Enhancing your academic visibility & profile: YOU in databases: Academic profiling
YOU in databases: Academic profiling
Finding your publications in citation databases - Scopus, Web of Science and Google Scholar - can be more difficult than expected. Reasons why it can be difficult:
- you share your name with other researchers - does the algorithm used by the database disambiguate the authors correctly?
- you have used different names, for example your first name vs. your initials or your married vs. your maiden name
- you have a name that automatic indexing systems have difficulty processing - compound names, names with special characters and surnames with a prefix, such as 'van' or 'van der', can cause problems
- in the original publication your name was spelled incorrectly
- you published in a journal out of your normal 'scope' - this can make it hard for outsiders to decide if the publication is yours.
In the chapter Examples of name problems you can see some real-life examples.
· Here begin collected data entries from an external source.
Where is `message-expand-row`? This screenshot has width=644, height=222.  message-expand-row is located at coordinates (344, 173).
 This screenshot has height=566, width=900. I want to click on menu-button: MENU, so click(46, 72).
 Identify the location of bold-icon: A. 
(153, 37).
You know what you have published, but for someone else it can be hard to make a list of your publications. If this list is needed to decide whether you're a suitable candidate for a research grant or research position, this can have unintended consequences.
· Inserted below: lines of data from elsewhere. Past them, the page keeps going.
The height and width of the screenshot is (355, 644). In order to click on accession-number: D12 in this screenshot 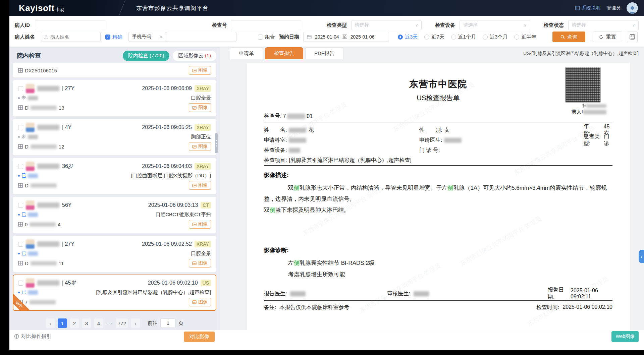, I will do `click(41, 147)`.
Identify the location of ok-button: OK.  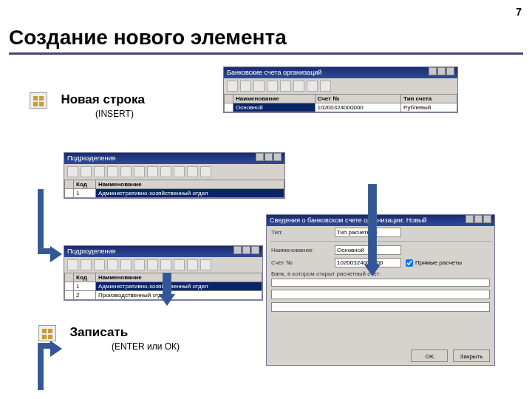
(429, 356).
However, there is a solution: claim your publications! Create or check author profiles, enrich them with information about your affiliation and interests, add your publications and keep them up-to-date.
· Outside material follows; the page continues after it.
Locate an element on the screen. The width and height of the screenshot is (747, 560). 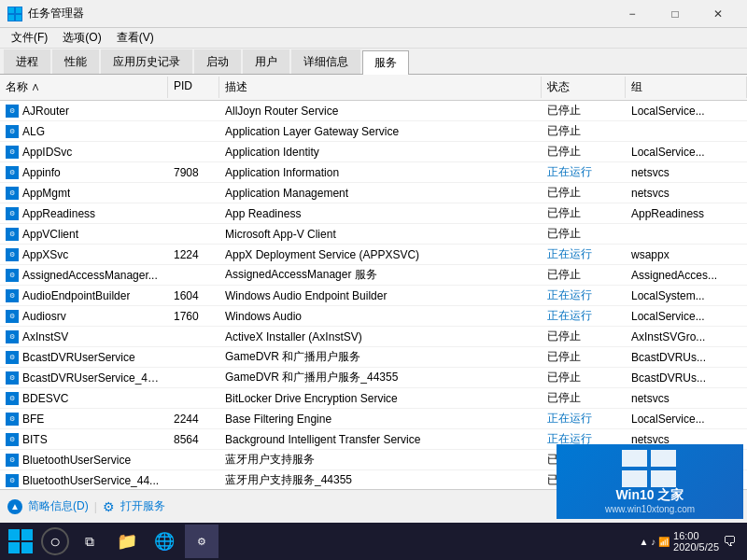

The video What is ORCID? (4.17) explains how the ORCID identifier can ensure that your publications, datasets, and other research outputs are connected with you and how that saves time.
Examples of name problems
You share your name with other researchers
When you search in Scopus for publications of Lars Norden, you find three Scopus Author Profiles. One of these researchers publishes in the field of economics, econometrics and finance, business, management and accounting...
If you would make the effort to check the publications assigned to this
profile, you'll find out that this list contains publications of two
authors: Lars Nordén and Lars Norden.
They work in the same field (at least for the layman), and published in
the same journals. So it's not strange the algorithm of Scopus wasn't
able to spot the difference. Fortunately, both researchers have an
easy-to-find online publication list and a Google Scholar Citation
Profile - this helps to find out which publication belongs to which
researcher. But if you would just use Scopus 'quick and easy' you might
draw the wrong conclusions.
Overview of academic author profiles
ORCID - Open Researcher and Contributor ID - is an initiative to solve the author/contributor name ambiguity problem in scholarly communications by creating a central registry of unique identifiers for individual researchers and an open and transparent linking mechanism between ORCID and other current author ID schemes. More and more funders and publishers will ask for your ORCID.
You can create your own ORCID ID, which is a 16-digit number (xxxx-xxxx-xxxx-xxxx) - check the Handout Creating your ORCID (PDF) for more information.
You can link your ORCID ID to your Scopus Author Identifier, to your ResearcherID and to your publications in Web of Science.